If Shah forms or leads a government — and the coalition arithmetic in Nepal's mixed electoral system makes any outcome uncertain — India should expect a relationship that is transactional, nationalist in tone, and resistant to the kind of quiet management that New Delhi has historically preferred with Kathmandu.

The RSP's "active bridge" foreign policy concept is not inherently hostile to India. A Nepal that positions itself as an economic corridor between India and China — facilitating trade, energy, and infrastructure flows in both directions — could actually serve Indian connectivity interests, provided India engages with the concept on its merits rather than treating it as a cover for Chinese penetration. Nepal's hydropower — which feeds electricity to India's northern grids — is the most tangible expression of this interconnection, and it is one that a Shah government would have every incentive to deepen.

But India must also be prepared for friction on border issues, on cultural sovereignty questions, and on the pace of bilateral project implementation — areas where Shah has demonstrated he is willing to use nationalist rhetoric for domestic political purposes. The Kalapani-Lipulekh dispute, which India and Nepal have agreed to resolve through diplomatic dialogue, will require active management under a government whose PM candidate made a Greater Nepal map a signature political symbol.

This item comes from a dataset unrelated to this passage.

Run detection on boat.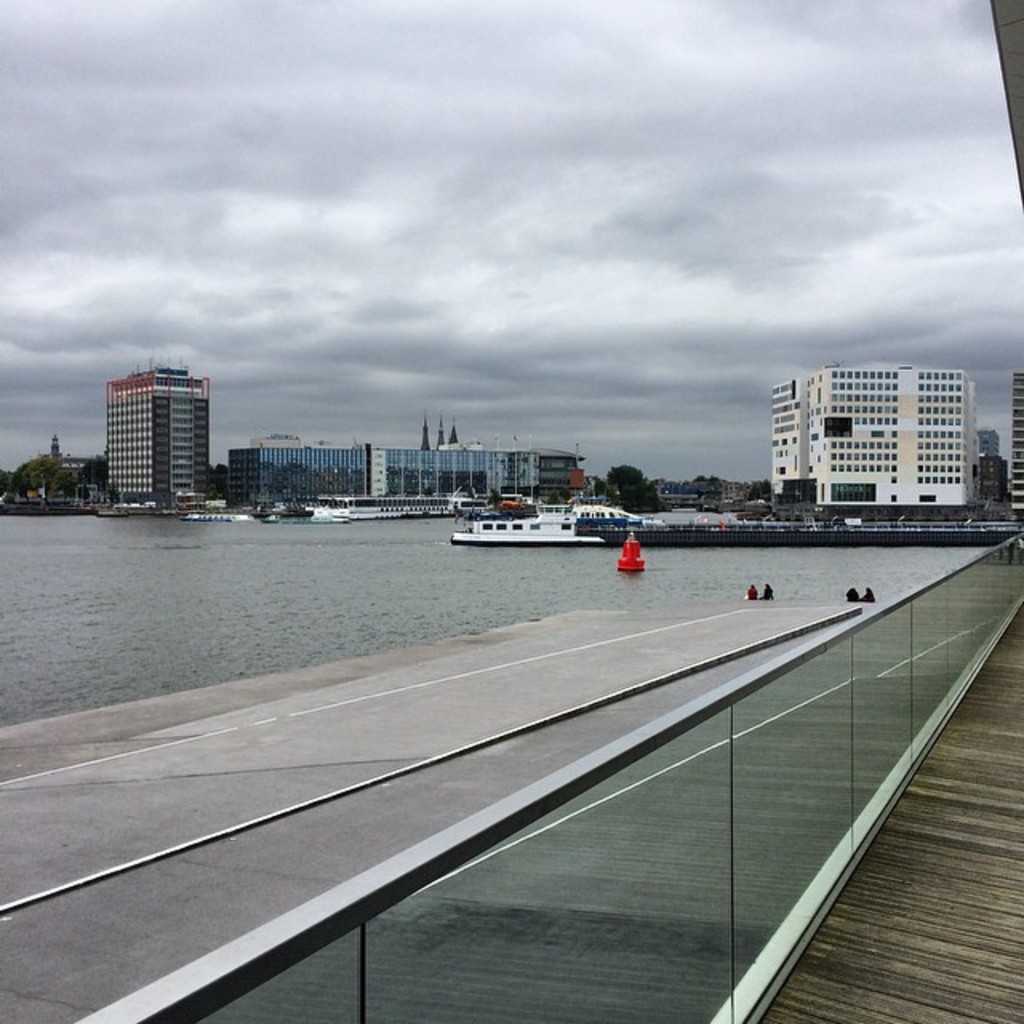
Result: {"left": 450, "top": 515, "right": 600, "bottom": 552}.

What India Must Do Differently

Nepal's election — whoever wins — is a signal that the old model of managing Kathmandu through established party relationships and elite-level engagement is no longer adequate. The parties India has historically been closest to have been weakened. The generation that is taking power — whether through Shah's RSP or through a coalition that includes its energy — is one that India has not invested in building relationships with.

India's response must be exactly what we have argued for in this publication's broader neighbourhood policy analysis: people-to-people investment at scale, economic engagement that delivers visibly for ordinary Nepalis, and the diplomatic maturity to engage a nationalist politician on his own terms rather than expecting deference that the relationship no longer commands.

Balen Shah studied structural engineering at Visvesvaraya Technological University in Karnataka. He knows India — its complexity, its capabilities, and its contradictions — from the inside. India should treat that as an asset, not a threat.

The rapper is at the door. The question is whether India opens it wisely.


The Hind covers policy, power, and strategic affairs from India's perspective. Views expressed are analytical and editorial.